THE VIEW OF CHRISTIANITY AND ISLAM ON PSYCHIATRIC ILLNESSES IN THE MIDDLE AGE
The View of Islam on Psychiatric Illnesses
THE VIEW OF CHRISTIANITY AND ISLAM ON PSYCHIATRIC ILLNESSES IN THE MIDDLE AGE
THE VIEW OF CHRISTIANITY AND ISLAM ON PSYCHIATRIC ILLNESSES IN THE MIDDLE AGE
In the Middle Age, Christianity attached importance to love and treatment of illnesses. It regarded spirit as superior to the body and reckoned the humiliation of the body as “a sign of sainthood”. Therefore, Christianity neglected hygiene, cleanliness and medical treatment. They tried to treat illnesses with “the touch of saints”. Due to this state, which was the result of extreme mysticism, mentally ill people were thrown into fire because of the claim that “they have the devil inside their body”.
After the Antique period, there were four doctors that were regarded as the masters of the doctors in Europe in the Middle Age: They were Ibn Isa (Jesu Haly), Razi (Ar-Razi), Ibn Sina (Avicenna), Ibn Rushd (Averroes), who were doctors and philosophers raised in the Islamic world. These people contributed a lot to the emergence of the Western medicine and the books they wrote were used as reference books for many years.
Zakariyya al-Razi was a doctor that marked an era. He wrote 237 books. Half of these books are related to medicine. Razi is famous with his view that a hospital should be established in the place where meat goes off the latest. He defended experimental medicine and attached importance to observation. He defended that only tested plants should be used as medicine not random plants. He is the first person that performed consultation of doctors. He wrote a book on smallpox and measles. He also defined the concept “diagnose”. His twenty-five volume encyclopedia called “al-Hawi” is his best known work.
Islamic medicine boomed again with Avicenna. Avicenna is to Muslim Turks as Goethe is to Germans, Da Vinci is to Italians and Aristotle to Greeks. He recorded all of the available medical knowledge in his books called al-Qanun (Law) and ash-Shifa (Healing). He introduced the concepts infection, hygiene and quarantine to the West. His books were taught as basic books for five hundred years. There are no other medicine books that were taught as long as his books in history. Dante mentions Razi and Avicenna after Hippocrates and Galenos in his books.
Beginning from the seventh century, Islam started to spread to the places outside the Arabian Peninsula. In the following three centuries, the language of the Quran became dominant in the vast region from the south of France to India.
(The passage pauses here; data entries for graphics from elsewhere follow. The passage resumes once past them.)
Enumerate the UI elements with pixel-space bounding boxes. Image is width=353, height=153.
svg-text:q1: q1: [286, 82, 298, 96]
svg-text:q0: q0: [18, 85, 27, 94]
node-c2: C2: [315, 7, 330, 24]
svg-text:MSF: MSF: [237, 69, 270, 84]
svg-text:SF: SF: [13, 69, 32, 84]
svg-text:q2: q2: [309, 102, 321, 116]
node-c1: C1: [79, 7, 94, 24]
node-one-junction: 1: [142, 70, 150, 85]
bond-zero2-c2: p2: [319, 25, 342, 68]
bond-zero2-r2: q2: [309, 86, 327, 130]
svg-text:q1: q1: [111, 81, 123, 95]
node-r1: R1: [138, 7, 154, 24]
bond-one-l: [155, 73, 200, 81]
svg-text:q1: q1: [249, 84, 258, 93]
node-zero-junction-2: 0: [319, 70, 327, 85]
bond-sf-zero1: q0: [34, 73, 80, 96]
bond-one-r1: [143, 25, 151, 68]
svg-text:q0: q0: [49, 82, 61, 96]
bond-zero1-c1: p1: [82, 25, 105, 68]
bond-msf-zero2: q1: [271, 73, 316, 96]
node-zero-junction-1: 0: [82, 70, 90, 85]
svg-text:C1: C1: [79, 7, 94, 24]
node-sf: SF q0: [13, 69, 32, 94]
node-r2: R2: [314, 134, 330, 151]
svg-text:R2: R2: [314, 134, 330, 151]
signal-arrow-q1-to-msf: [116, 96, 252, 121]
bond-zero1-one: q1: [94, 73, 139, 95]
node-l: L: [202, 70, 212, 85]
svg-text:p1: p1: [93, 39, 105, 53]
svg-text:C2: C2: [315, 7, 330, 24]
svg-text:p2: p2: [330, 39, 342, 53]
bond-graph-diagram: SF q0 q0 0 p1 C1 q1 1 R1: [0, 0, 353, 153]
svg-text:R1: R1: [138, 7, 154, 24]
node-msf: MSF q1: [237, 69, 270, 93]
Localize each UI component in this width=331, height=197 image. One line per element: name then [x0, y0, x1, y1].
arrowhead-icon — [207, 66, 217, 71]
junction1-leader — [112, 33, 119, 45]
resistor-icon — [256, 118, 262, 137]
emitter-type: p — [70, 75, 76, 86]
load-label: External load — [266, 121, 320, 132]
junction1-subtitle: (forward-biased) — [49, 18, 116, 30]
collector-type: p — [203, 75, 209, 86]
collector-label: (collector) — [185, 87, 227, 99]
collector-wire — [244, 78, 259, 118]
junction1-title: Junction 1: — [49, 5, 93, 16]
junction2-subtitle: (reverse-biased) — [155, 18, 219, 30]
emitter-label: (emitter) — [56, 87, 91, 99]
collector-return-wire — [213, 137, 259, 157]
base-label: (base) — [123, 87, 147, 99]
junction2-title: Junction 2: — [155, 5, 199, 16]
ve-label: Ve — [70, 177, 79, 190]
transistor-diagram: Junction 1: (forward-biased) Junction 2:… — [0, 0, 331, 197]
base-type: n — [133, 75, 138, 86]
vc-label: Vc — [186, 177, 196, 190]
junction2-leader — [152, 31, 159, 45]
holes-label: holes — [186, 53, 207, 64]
Many cultures melted in the pot of Islam in that period. After the Greek Academy of Plato closed in 529, Hippocrates’ tradition of medicine and the studies of Galenos were abandoned. This tradition, which ceased, was looked after by Sassanid. Then, Islamic scholars and administrators revived all of this accumulation.
During the Abbasid period, Harun Rashid (786-809) and his son Ma’mun (813-833) established a center called “Bayt-ul Hikma”, consisting of a library, academy and translation office. The translators were given as much gold as the weight of the books they translated. The medical knowledge of Byzantine, Iran, India and China was collected there.
In that period, the first hospital and pharmacy was established with the name “Bimaristan” in 805 by Harun Rashid. The first hospital in Europe was set up by Andalusia Umayyad. The belief “there is cure for all illnesses except death” encouraged medicine in the Islamic world. Thanks to it, many herbal drugs and medicine were produced. Islamic scholars adopted the hypothesis of Galenos consisting of “earth, air, fire and water” as medical philosophy and explained characters of people with this knowledge. They also defined hormonal imbalance based on them.
The developments that were achieved in the period of Seljukis in Anatolia could not be continued in the Ottoman period. Ottoman doctors could not continue the spirit of experiment and development formed by Razi and Avicenna in diagnosis and treatment and became contented with the existing heritage. The “madrasa understanding”, which despised the medicine and science of the West became distinct in the 18th century. With the period of Ottoman Reforms, schools elevated exact sciences. However, the competition of madrasas and schools instead of helping each other prevented the modernization of Ottomans. The Ottoman scholars ignored the thesis that religious sciences and positive sciences did not contradict but they complemented each other.
The approach of Islam toward mentally ill people was to treat them well but not to entrust money and goods to them. In the Middle Age, mentally ill people were treated through the flesh of prey and sound of water, something that the other cultures did not allow. Edirne Museum of Faculty of Medicine is a nice example of it. That Europe became a place that developed today’s modern and successful treatments originates from the fact that they managed to revive the spirit of progress again.